Curved sandbars that deposit on the inside bank where current is slower in a meandering stream channel.
What is an oxbow lake?
The crescent-shaped, water filled loop that is created when the meander loop neck becomes so narrow that the loop is bypassed by the river
What are braided streams?
- High energy streams that have many channels instead of one single channel
- Channels split apart and then rejoin in a patter resembling braids of hair
What is the gradient of a stream?
The distance the stream falls between two points
What is a stream’s Long Profile?
- A line drawn along the surface of the stream from its source to its mouth
- It is a concave upward curve due to decreases in gradient downstream
What is the base level?
It occurs where a river enters a body of standing water
What is the discharge?
The amount of water in m3/s that passes down the river
Why does the velocity of streams increase downstream?
Because the streams are deeper downstream and have less resistance from the stream bed, even though the gradient has decreased
When does a flood occur?
When a stream’s discharge exceeds the capacity of the channel and the stream overflows its banks.
Why are floods of significance and cause a large impact?
Because they increase both the discharge of the stream and its velocity. This means that a much greater amount of load is carried by the stream as well as the size of material. It results in a large amount of erosion and redeposition.
Large impact also because many communities are built on floodplains.
What is a Recurrence Interval?
Commonly expressed as 10 year or 100 year flood events. Found by plotting the occurrence of past maximum discharges, including floods of different sizes on a probability graph.
What is alluvium?
Sediment material deposited out of a stream
Why does the size of sediment carried by a stream decrease in the downstream direction?
Because, although the velocity increases downstream, sorting leaves the larger particles upstream and abrasion reduces particles in size.
What is a floodplain?
The part of the stream valley inundated with flood waters
What is a levee?
A broad low ridge of sediment built along the side of the river channel
What is a terrace?
The remains of an abandoned flood plain that is no longer used due to down-cutting of the river.
What is an alluvial fan?
A fan shaped body of alluvium built where a stream leaves a steep mountain valley and the sudden decrease in gradient and velocity causes it to deposit its load on the valley floor.
What is a Delta?
A sedimentary deposit that forms where a stream flows into a standing body of water and the velocity decreases rapidly causing the sediment loads to drop out.
What is a drainage basin?
The total area that drains into the stream
What are first order streams?
The smallest streams that lack tributaries
What are second order streams?
Where two first order streams join and form a second-order stream
What are third order streams?
Where two second order streams join. They can have first and second-order tributaries
What is a Dendritic stream pattern?
Where branching channels are treelike
It reflects massive and/or flat-like rock strata where the rock imposes little control on stream patterns
What is a Radial stream pattern?
Where channels radiate out - forms around a topographic high, such as a dome or volcanic cone
What is a Rectangular stream pattern?
A rectangular arrangement of channels marked by right-angled bends.

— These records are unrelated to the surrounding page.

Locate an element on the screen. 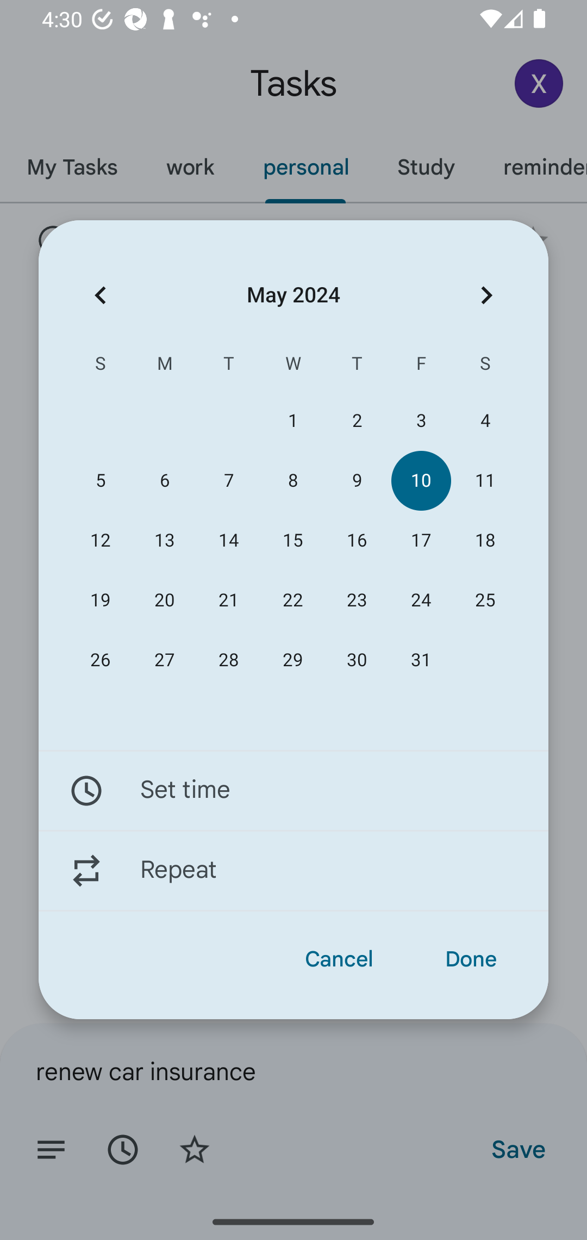 The image size is (587, 1240). 24 24 May 2024 is located at coordinates (421, 600). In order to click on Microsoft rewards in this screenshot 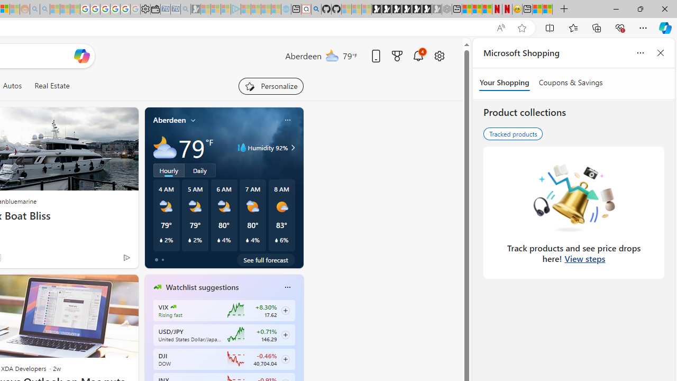, I will do `click(397, 56)`.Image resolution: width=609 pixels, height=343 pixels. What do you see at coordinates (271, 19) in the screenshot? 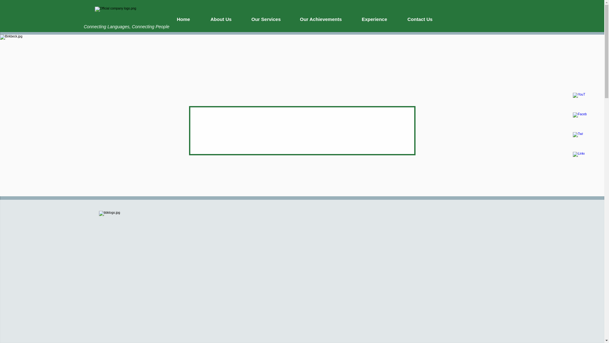
I see `Our Services` at bounding box center [271, 19].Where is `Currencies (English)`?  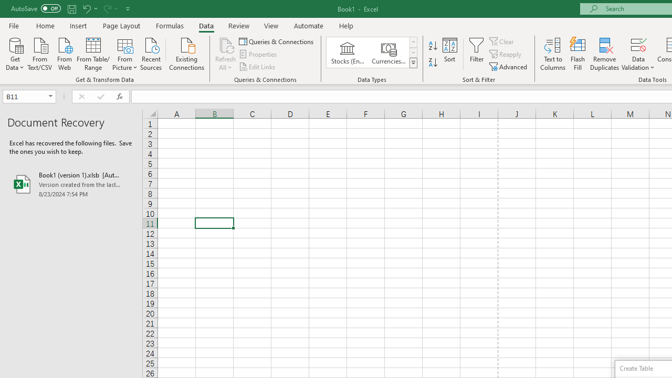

It forms in areas where rocks are heavily jointed and fractured
What is a Trellis stream pattern?
A rectangular arrangement of channels in which principle tributaries are parallel and very long.
It reflects dipping or folded strata in which the edges of rock units are exposed on the surface
What are Placer Deposits?
Deposits of heavy minerals that have been concentrated mechanically (e.g. gold deposits).
For example, gold is of higher density and does not get removed by a lower stream flow which will remove most other minerals. The gold is then left behind and becomes concentrated.